Patriarchs, Matriarchs and Their Children

Rabbi’s Message

The stories in the Book of Genesis about the Patriarchs and Matriarchs and their children often present their actions in a questionable or even objectionable light. We see that they are not always exemplars of great spiritual or moral stature

It is clear that the Torah does not want us to forget these disturbing examples of moral failure. On the contrary! They form the very substance of our Torah! And the rest of the Torah will continue to unflinchingly retell stories of Israel’s transgressions and corruptions.

It is important to take note of this. The Torah teaches – through every episode, prophetic word, and law – that sacred history cannot be confused with censored or whitewashed history.

How vital it is to take this lesson to heart in our own times – in the United States and elsewhere. Many educators work hard to ensure that we remember grim periods, long ignored or forgotten, of racism, oppression, slavery, racism, and anti-Semitism. But on the other hand, gigantic efforts are being made to whitewash national narratives so we will forget the painful facts of a truthful telling and teaching of history. In other countries, for instance, horrible facts of complicity in the crimes of the Holocaust are not to be spoken about.

In our own society, the resistance to accepting that the United States has engaged in systematic racism from its very beginnings is fueled by many factors, including racism, itself.
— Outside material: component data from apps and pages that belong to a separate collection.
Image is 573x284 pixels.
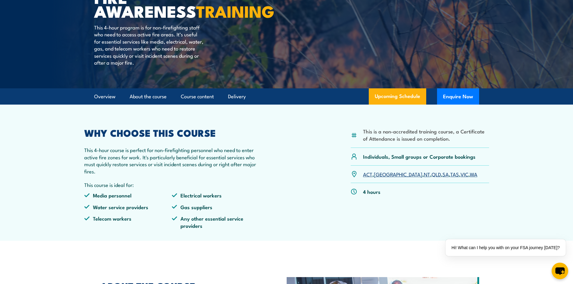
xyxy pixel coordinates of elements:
h2: WHY CHOOSE THIS COURSE [84,128,260,137]
p: This 4-hour course is perfect for non-firefighting personnel who need to enter active fire zones ... [84,146,260,175]
a: WA [470,170,477,178]
li: This is a non-accredited training course, a Certificate of Attendance is issued on completion. [363,128,489,142]
a: About the course [130,89,167,105]
a: Course content [181,89,214,105]
a: VIC [460,170,468,178]
li: Telecom workers [84,215,172,229]
button: Enquire Now [437,88,479,105]
p: This 4-hour program is for non-firefighting staff who need to access active fire areas. It’s usef... [94,24,204,66]
p: 4 hours [363,188,380,195]
div: Hi! What can I help you with on your FSA journey [DATE]? [445,239,566,256]
a: Overview [94,89,115,105]
li: Gas suppliers [172,204,259,210]
a: Upcoming Schedule [369,88,426,105]
p: , , , , , , , [363,171,477,178]
a: TAS [450,170,459,178]
a: [GEOGRAPHIC_DATA] [374,170,422,178]
p: This course is ideal for: [84,181,260,188]
li: Media personnel [84,192,172,199]
a: SA [442,170,449,178]
a: QLD [431,170,441,178]
li: Electrical workers [172,192,259,199]
a: ACT [363,170,372,178]
p: Individuals, Small groups or Corporate bookings [363,153,475,160]
li: Water service providers [84,204,172,210]
li: Any other essential service providers [172,215,259,229]
button: chat-button [551,263,568,279]
a: Delivery [228,89,246,105]
a: NT [424,170,430,178]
But some resistance is borne of fear, the fear that if our Founding Fathers are shown as less than perfect, or it is revealed that our democratic institutions have functioned badly in some ways, then our faith in the values of this society cannot be sustained and we are destined for destruction.

Our Torah teaches us the opposite lesson. Destruction will come when societies insist on forgetting their sins. A society can have hope only if it insists on telling the truth about itself. But people are afraid that restoring dark chapters to our history will obscure the other chapters of light and goodness that are there. This is a fear that perpetuates injustice because it does not believe in the capacity of people to become better than they were. The falsehood of a whitewashed (- pun intended) history of the United States is actually based on a lack of faith. Either the false belief is that materially successful people do not need to seek redemption, or the false belief is that materially successful folks cannot really learn from their sins and redeem themselves. For too many, the preference is for a false history that claims that white folks have always been just fine (though that would make such people other than human.)

The Torah is a sacred document, a sacred history, because of G-d’s faith in humanity – without any false notion of human perfection. The ancestors of our people were heroic because even when they were guilty of real sins, they still hoped that by remembering their sins, and retelling their stories, they could redeem themselves and bring redemption to this troubled world.